An exhibition of work by Nim Kruasaeng and Mit Jai Inn curated by Jennie Guy for Stone Gallery in Dublin, September 2008.
It is not often enough that you can stand in front of a static object in a gallery and that it will actually hold your attention. Herein the quality of the artist Nim Kruasaeng’s talent lies. Everyday impressions and memories painted by the artist take an essential form, which are suspended on paper or canvas in primal colours. What emerges is an aesthetic harmony between the inner and outer selves and the world at large.
A retiring self-taught artist from Isan Province the border territory between Laos and Thailand, Nim Kruasaeng’s rise in the contemporary art world may seems unusual but justified. Kruasaeng found her work acknowledged by Montien Boonma in the early 1990s and artists such as Rirkrit Tiravanija, Kamin Lerchtpraisert and Mit Jai Inn have since supported her work. She is also the focus of attention for international curators and art-critics, some have said that her work has resonances with the late Palermo.
Recent exhibitions include Trance-Formations at Ver gallery, Bangkok and in Espace d’Art Contemporain in France. Nim has also exhibited in solo and group shows at the land in Chiangmai and was part of a group show All Our Everydays curated by Pier Luigi Tazzi in Ver Gallery 2008. The launch of a 180 page artist book project between Nim Kruasaeng and Rirkrit Tiranvanija last December is the result of two artists from different traditions, sharing a vision where memory, tradition, history and our living identity is the focus of attention.
Nim Kruaseang lives in Bangkok and Pattaya.
Mit Jai Inn is an elusive and unusual figure in Thai and international contemporary art spheres. Much of his time is devoted to deep meditation. When he is not in retreat Mit Jai Inn works all night producing works on canvas that he chooses not to call paintings. Recent three-dimensional pieces he also says are not sculpture. By refusing to have his work categorised the artist Mit Jai Inn builds on his vision of eukabeuk, which is a word that signifies nothing. It is this paradoxical practice of nothingness that has allowed Mit to be a seminal founder of the Chiang Mai Social Installation, to present his oil on canvas as international flags at the Palais de Tokyo (Tropical Nights Lost In Paradise, 2006) and organise Don’t be Happy. Do be worried. Fifteenth Anniversary of Worrying about: Global Climate Change/Shifting World Views/Societal Collapse/The Cult of Bourgeois Rectitude/Chiang Mai Social Installation Project. Art is Over. (Ver Gallery 2007).
Many projects Jai Inn is involved seem to cast him as wilful provocateur but on a second take what is inherent in Jai Inn’s work is sensitivity to art and life that is not always easy to find. Jai Inn’s activities both artistic and social are difficult to trace but it is important to note his prominent role in the Chiang Mai Social Installation, (a precursor to the land Foundation set up by Rirkrit Tiranvanija and Kamin Lerchpraisert). The CMSI was a non-commercial art space that evolved as a direct refusal of neo-liberalist trends to appropriate Thai-ness and Buddhist iconography for commercial reasons. Another of the main objectives of the CMSI was to liberate art from the gallery and incorporate it into the city of Chiang Mai. Differing forms of art were presented inside the ancient walls of Chiang Mai, on the canals, in Buddhist temples and cemeteries. Public lectures were given and the belief held that bringing art to these locations would re-invigorate traditional and contemporary Thai art practices.
Mit Jai Inn lives in Lamphun, Chiang Mai Province.
The catalogue of Nim Kruasaeng and a friend featured an interview between Jennie Guy and curator Pier Luigi Tazzi who has worked extensively with Nim Kruasaeng and Mit Jai Inn. The interview will present a critique and a context for an audience new to both artists work.
Pier Luigi Tazzi is an art-critic and independent curator working worldwide. Among many projects he has curated at the Venice Biennale (1988), co-directed Documenta IX in Kassel (1992), was co-curator ofWounds – Democracy and Redemption in Contemporary Art, the inaugural show of the new building for Moderna Musset in Stockholm, (1998) and of Happyness – A Survival Guide for Art and Life, the inaugural show of the new Mori Art Museum in Tokyo (2003).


:: DIRECTIONS ::
Nothing but the images should be left out when the entries are restated word for word.
┌──
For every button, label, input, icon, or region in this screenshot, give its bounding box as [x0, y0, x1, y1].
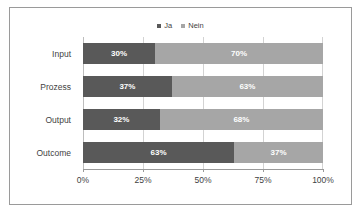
bar-segment-nein[interactable]: 37%: [234, 142, 323, 163]
bar-rows: 30%70%37%63%32%68%63%37%: [83, 37, 323, 169]
bar-row: 37%63%: [83, 76, 323, 97]
x-axis-tick: [143, 169, 144, 172]
legend-swatch-nein: [181, 24, 185, 28]
bar-segment-ja[interactable]: 32%: [83, 109, 160, 130]
x-axis-tick: [263, 169, 264, 172]
x-axis-tick-label: 0%: [77, 175, 89, 185]
x-axis-tick-label: 100%: [312, 175, 334, 185]
legend-swatch-ja: [157, 24, 161, 28]
bar-data-label: 30%: [111, 50, 127, 58]
chart-legend: Ja Nein: [10, 22, 351, 30]
legend-label-ja: Ja: [164, 22, 172, 30]
y-axis-category-labels: Input Prozess Output Outcome: [10, 37, 78, 169]
y-axis-label-prozess: Prozess: [10, 76, 78, 97]
y-axis-label-input: Input: [10, 43, 78, 64]
bar-segment-ja[interactable]: 63%: [83, 142, 234, 163]
bar-row: 30%70%: [83, 43, 323, 64]
bar-data-label: 63%: [151, 149, 167, 157]
x-axis-tick: [203, 169, 204, 172]
legend-label-nein: Nein: [188, 22, 203, 30]
bar-data-label: 63%: [239, 83, 255, 91]
bar-data-label: 32%: [113, 116, 129, 124]
x-axis-tick: [323, 169, 324, 172]
legend-item-ja[interactable]: Ja: [157, 22, 172, 30]
chart-container: Ja Nein Input Prozess Output Outcome 30%…: [9, 7, 352, 205]
y-axis-label-outcome: Outcome: [10, 142, 78, 163]
bar-segment-nein[interactable]: 70%: [155, 43, 323, 64]
x-axis-tick-label: 25%: [134, 175, 151, 185]
bar-segment-ja[interactable]: 37%: [83, 76, 172, 97]
bar-segment-nein[interactable]: 68%: [160, 109, 323, 130]
x-axis-tick: [83, 169, 84, 172]
bar-segment-nein[interactable]: 63%: [172, 76, 323, 97]
y-axis-label-output: Output: [10, 109, 78, 130]
bar-row: 32%68%: [83, 109, 323, 130]
bar-data-label: 37%: [119, 83, 135, 91]
bar-segment-ja[interactable]: 30%: [83, 43, 155, 64]
x-axis-tick-labels: 0%25%50%75%100%: [83, 175, 323, 189]
plot-area: 30%70%37%63%32%68%63%37%: [83, 37, 323, 169]
bar-data-label: 68%: [233, 116, 249, 124]
bar-data-label: 37%: [271, 149, 287, 157]
legend-item-nein[interactable]: Nein: [181, 22, 203, 30]
bar-data-label: 70%: [231, 50, 247, 58]
bar-row: 63%37%: [83, 142, 323, 163]
x-axis-tick-label: 75%: [254, 175, 271, 185]
x-axis-tick-label: 50%: [194, 175, 211, 185]
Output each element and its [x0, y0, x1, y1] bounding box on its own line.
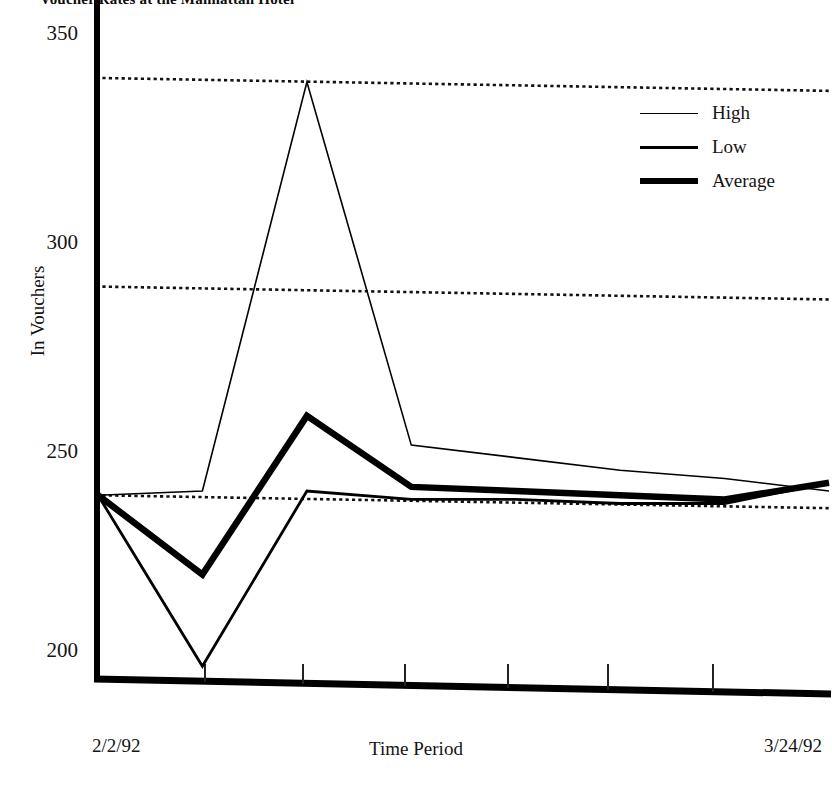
- legend-label-high: High: [712, 102, 750, 124]
- legend-label-low: Low: [712, 136, 747, 158]
- legend-swatch-high-icon: [640, 113, 698, 114]
- legend-swatch-low-icon: [640, 146, 698, 149]
- legend-item-average: Average: [640, 164, 820, 198]
- legend-item-high: High: [640, 96, 820, 130]
- legend-label-average: Average: [712, 170, 775, 192]
- gridline-345: [96, 78, 830, 91]
- x-axis-end-label: 3/24/92: [764, 735, 822, 757]
- series-line-low: [98, 483, 829, 667]
- legend-swatch-average-icon: [640, 178, 698, 184]
- legend-item-low: Low: [640, 130, 820, 164]
- chart-legend: High Low Average: [640, 96, 820, 198]
- series-line-average: [98, 416, 829, 575]
- chart-container: Voucher Rates at the Manhattan Hotel 350…: [0, 0, 832, 788]
- x-axis-title: Time Period: [0, 738, 832, 760]
- gridline-295: [96, 287, 830, 300]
└──
:: ANSWER ::
For every button, label, input, icon, or region in this screenshot, give its bounding box as [x0, y0, x1, y1].
bar-segment-nein[interactable]: 37%: [234, 142, 323, 163]
bar-rows: 30%70%37%63%32%68%63%37%: [83, 37, 323, 169]
bar-row: 37%63%: [83, 76, 323, 97]
x-axis-tick: [143, 169, 144, 172]
legend-swatch-nein: [181, 24, 185, 28]
bar-segment-ja[interactable]: 32%: [83, 109, 160, 130]
x-axis-tick: [263, 169, 264, 172]
x-axis-tick-label: 0%: [77, 175, 89, 185]
x-axis-tick-label: 100%: [312, 175, 334, 185]
legend-swatch-ja: [157, 24, 161, 28]
bar-data-label: 30%: [111, 50, 127, 58]
chart-legend: Ja Nein: [10, 22, 351, 30]
legend-label-ja: Ja: [164, 22, 172, 30]
y-axis-category-labels: Input Prozess Output Outcome: [10, 37, 78, 169]
y-axis-label-prozess: Prozess: [10, 76, 78, 97]
y-axis-label-input: Input: [10, 43, 78, 64]
bar-segment-ja[interactable]: 63%: [83, 142, 234, 163]
bar-row: 30%70%: [83, 43, 323, 64]
bar-data-label: 63%: [151, 149, 167, 157]
x-axis-tick: [203, 169, 204, 172]
legend-label-nein: Nein: [188, 22, 203, 30]
bar-data-label: 63%: [239, 83, 255, 91]
bar-data-label: 32%: [113, 116, 129, 124]
x-axis-tick: [323, 169, 324, 172]
legend-item-ja[interactable]: Ja: [157, 22, 172, 30]
chart-container: Ja Nein Input Prozess Output Outcome 30%…: [9, 7, 352, 205]
y-axis-label-outcome: Outcome: [10, 142, 78, 163]
bar-segment-nein[interactable]: 70%: [155, 43, 323, 64]
x-axis-tick-label: 25%: [134, 175, 151, 185]
bar-segment-ja[interactable]: 37%: [83, 76, 172, 97]
bar-segment-nein[interactable]: 68%: [160, 109, 323, 130]
x-axis-tick: [83, 169, 84, 172]
bar-segment-nein[interactable]: 63%: [172, 76, 323, 97]
y-axis-label-output: Output: [10, 109, 78, 130]
bar-row: 32%68%: [83, 109, 323, 130]
bar-data-label: 37%: [119, 83, 135, 91]
bar-segment-ja[interactable]: 30%: [83, 43, 155, 64]
x-axis-tick-labels: 0%25%50%75%100%: [83, 175, 323, 189]
plot-area: 30%70%37%63%32%68%63%37%: [83, 37, 323, 169]
bar-data-label: 68%: [233, 116, 249, 124]
bar-data-label: 37%: [271, 149, 287, 157]
legend-item-nein[interactable]: Nein: [181, 22, 203, 30]
bar-data-label: 70%: [231, 50, 247, 58]
bar-row: 63%37%: [83, 142, 323, 163]
x-axis-tick-label: 75%: [254, 175, 271, 185]
x-axis-tick-label: 50%: [194, 175, 211, 185]
Output each element and its [x0, y0, x1, y1] bounding box on its own line.
- legend-label-high: High: [712, 102, 750, 124]
- legend-label-low: Low: [712, 136, 747, 158]
- legend-swatch-high-icon: [640, 113, 698, 114]
- legend-swatch-low-icon: [640, 146, 698, 149]
- legend-item-average: Average: [640, 164, 820, 198]
- legend-item-high: High: [640, 96, 820, 130]
- legend-label-average: Average: [712, 170, 775, 192]
- gridline-345: [96, 78, 830, 91]
- x-axis-end-label: 3/24/92: [764, 735, 822, 757]
- series-line-low: [98, 483, 829, 667]
- legend-swatch-average-icon: [640, 178, 698, 184]
- legend-item-low: Low: [640, 130, 820, 164]
- chart-legend: High Low Average: [640, 96, 820, 198]
- series-line-average: [98, 416, 829, 575]
- chart-container: Voucher Rates at the Manhattan Hotel 350…: [0, 0, 832, 788]
- x-axis-title: Time Period: [0, 738, 832, 760]
- gridline-295: [96, 287, 830, 300]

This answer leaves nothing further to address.